Art Form(s)
Connect
https://lostinberlinthemovie.com/
I am interested in collaborative work.
Minneapolis
Artist Statement
In high school, cameras became my way to overcome and remember the visual details of my life. Because I have a mild form of prosopagnosia, commonly known as face blindness, I have difficulty recognizing people’s faces out of context. As a child, I (and no one else, it seemed) had a name for this embarrassing, anxiety-provoking condition. But as I grew up, I realized that a camera was the perfect antidote. My Grandfather, Karl Freund, whose career started at age 15, sent me a brand new 4 x 5 Speed Graphic camera. During my senior year in High School, I left school every day at noon to work a local portrait studio in both the developing and printing darkrooms. Despite the difficulty of recognizing faces, I remember sounds, smells, colors, textures and emotional themes. I still vividly recall those smells, colors and emotions of childhood, and THIS is what I attempt to portray in my work. We grow up and begin to realize that while those sensory impressions of childhood may offer us solace, there is the another set of evolving facts which in the slow revelation of adulthood, begin to coalesce into a more accurate reality. For me, reconstructing the past is more like what memoirist Rigoberto Gonzalez describes as digging “through the rubble of memory,” and as children even though we are unable to put words to occurrences, we often sense the highly charged emotional moments in our families of origin. As a memoirist and filmmaker, I walk the fine line between betrayal and portrayal. I strive to maintain an overall aura of respect as I insert myself into my subject’s lives...at times, WITHOUT their express permission. It’s a sacred responsibility, and I do not take it lightly.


The problem
Below are some entries; set them all down exactly.

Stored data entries
▬▬▬▬▬▬▬▬▬▬

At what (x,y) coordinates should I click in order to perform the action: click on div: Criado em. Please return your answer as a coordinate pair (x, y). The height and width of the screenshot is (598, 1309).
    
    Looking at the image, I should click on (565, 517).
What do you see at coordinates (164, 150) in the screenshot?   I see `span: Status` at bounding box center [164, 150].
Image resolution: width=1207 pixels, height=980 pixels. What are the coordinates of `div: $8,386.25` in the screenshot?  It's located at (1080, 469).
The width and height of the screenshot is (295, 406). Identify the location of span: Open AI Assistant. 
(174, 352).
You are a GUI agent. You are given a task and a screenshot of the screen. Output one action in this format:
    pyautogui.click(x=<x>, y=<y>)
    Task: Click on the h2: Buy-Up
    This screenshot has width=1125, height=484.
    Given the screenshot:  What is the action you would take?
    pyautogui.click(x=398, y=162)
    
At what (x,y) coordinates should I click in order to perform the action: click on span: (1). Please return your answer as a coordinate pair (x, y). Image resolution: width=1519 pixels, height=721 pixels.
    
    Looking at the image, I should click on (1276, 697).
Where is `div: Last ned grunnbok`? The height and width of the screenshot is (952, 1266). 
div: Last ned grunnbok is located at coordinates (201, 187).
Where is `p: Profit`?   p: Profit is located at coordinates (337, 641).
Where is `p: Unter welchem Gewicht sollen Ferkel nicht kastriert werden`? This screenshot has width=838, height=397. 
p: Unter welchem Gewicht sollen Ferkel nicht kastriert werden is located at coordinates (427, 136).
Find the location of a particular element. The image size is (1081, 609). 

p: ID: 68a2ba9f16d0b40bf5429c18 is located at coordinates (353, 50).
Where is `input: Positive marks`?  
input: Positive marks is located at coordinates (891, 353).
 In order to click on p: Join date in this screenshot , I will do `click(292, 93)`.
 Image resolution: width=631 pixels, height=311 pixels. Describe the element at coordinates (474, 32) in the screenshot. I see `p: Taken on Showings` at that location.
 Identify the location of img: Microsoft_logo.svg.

▬▬▬▬▬▬▬▬▬▬

Solution to the problem
At what (x,y) coordinates should I click in order to perform the action: click on div: Criado em. Please return your answer as a coordinate pair (x, y). The height and width of the screenshot is (598, 1309).
    
    Looking at the image, I should click on (565, 517).
What do you see at coordinates (164, 150) in the screenshot?   I see `span: Status` at bounding box center [164, 150].
Image resolution: width=1207 pixels, height=980 pixels. What are the coordinates of `div: $8,386.25` in the screenshot?  It's located at (1080, 469).
The width and height of the screenshot is (295, 406). Identify the location of span: Open AI Assistant. 
(174, 352).
You are a GUI agent. You are given a task and a screenshot of the screen. Output one action in this format:
    pyautogui.click(x=<x>, y=<y>)
    Task: Click on the h2: Buy-Up
    This screenshot has width=1125, height=484.
    Given the screenshot:  What is the action you would take?
    pyautogui.click(x=398, y=162)
    
At what (x,y) coordinates should I click in order to perform the action: click on span: (1). Please return your answer as a coordinate pair (x, y). Image resolution: width=1519 pixels, height=721 pixels.
    
    Looking at the image, I should click on (1276, 697).
Where is `div: Last ned grunnbok`? The height and width of the screenshot is (952, 1266). 
div: Last ned grunnbok is located at coordinates (201, 187).
Where is `p: Profit`?   p: Profit is located at coordinates (337, 641).
Where is `p: Unter welchem Gewicht sollen Ferkel nicht kastriert werden`? This screenshot has width=838, height=397. 
p: Unter welchem Gewicht sollen Ferkel nicht kastriert werden is located at coordinates (427, 136).
Find the location of a particular element. The image size is (1081, 609). 

p: ID: 68a2ba9f16d0b40bf5429c18 is located at coordinates (353, 50).
Where is `input: Positive marks`?  
input: Positive marks is located at coordinates (891, 353).
 In order to click on p: Join date in this screenshot , I will do `click(292, 93)`.
 Image resolution: width=631 pixels, height=311 pixels. Describe the element at coordinates (474, 32) in the screenshot. I see `p: Taken on Showings` at that location.
 Identify the location of img: Microsoft_logo.svg.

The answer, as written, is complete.